Data to use |
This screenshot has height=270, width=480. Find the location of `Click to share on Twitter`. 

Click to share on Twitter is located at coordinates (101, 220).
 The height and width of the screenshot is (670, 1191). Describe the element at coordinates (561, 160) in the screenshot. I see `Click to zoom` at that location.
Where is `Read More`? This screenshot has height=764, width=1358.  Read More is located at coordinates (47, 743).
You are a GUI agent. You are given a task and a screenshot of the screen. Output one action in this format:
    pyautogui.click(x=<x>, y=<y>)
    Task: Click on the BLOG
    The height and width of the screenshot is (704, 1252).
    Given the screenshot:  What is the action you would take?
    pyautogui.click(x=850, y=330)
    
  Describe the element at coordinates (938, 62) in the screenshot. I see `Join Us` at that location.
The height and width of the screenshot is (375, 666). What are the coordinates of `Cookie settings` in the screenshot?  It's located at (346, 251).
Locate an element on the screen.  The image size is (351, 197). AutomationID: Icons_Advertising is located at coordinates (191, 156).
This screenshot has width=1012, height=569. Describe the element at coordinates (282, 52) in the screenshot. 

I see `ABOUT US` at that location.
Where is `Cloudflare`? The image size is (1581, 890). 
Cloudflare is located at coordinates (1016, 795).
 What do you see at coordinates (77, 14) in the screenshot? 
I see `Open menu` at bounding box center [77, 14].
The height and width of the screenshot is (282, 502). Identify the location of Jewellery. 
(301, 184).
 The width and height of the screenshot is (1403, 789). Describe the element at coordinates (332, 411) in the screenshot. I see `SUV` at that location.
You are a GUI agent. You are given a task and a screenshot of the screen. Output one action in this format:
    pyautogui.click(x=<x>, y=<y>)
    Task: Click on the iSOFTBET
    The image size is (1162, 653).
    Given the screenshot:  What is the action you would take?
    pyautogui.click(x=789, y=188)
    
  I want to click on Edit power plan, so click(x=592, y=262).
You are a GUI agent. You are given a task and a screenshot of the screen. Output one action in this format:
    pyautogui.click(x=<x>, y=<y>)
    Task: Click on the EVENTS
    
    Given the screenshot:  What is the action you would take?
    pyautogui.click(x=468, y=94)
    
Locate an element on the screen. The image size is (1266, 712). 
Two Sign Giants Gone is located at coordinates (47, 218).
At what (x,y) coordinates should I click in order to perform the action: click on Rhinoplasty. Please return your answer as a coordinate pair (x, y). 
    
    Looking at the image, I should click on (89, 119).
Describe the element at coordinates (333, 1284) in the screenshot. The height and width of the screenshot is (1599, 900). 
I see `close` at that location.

Task to carry out | The output must consist solely of the lines from the first line of the records through the line containing "The height and width of the screenshot is (704, 1252).", reproduced exactly.

Written response |
This screenshot has height=270, width=480. Find the location of `Click to share on Twitter`. 

Click to share on Twitter is located at coordinates (101, 220).
 The height and width of the screenshot is (670, 1191). Describe the element at coordinates (561, 160) in the screenshot. I see `Click to zoom` at that location.
Where is `Read More`? This screenshot has height=764, width=1358.  Read More is located at coordinates (47, 743).
You are a GUI agent. You are given a task and a screenshot of the screen. Output one action in this format:
    pyautogui.click(x=<x>, y=<y>)
    Task: Click on the BLOG
    The height and width of the screenshot is (704, 1252).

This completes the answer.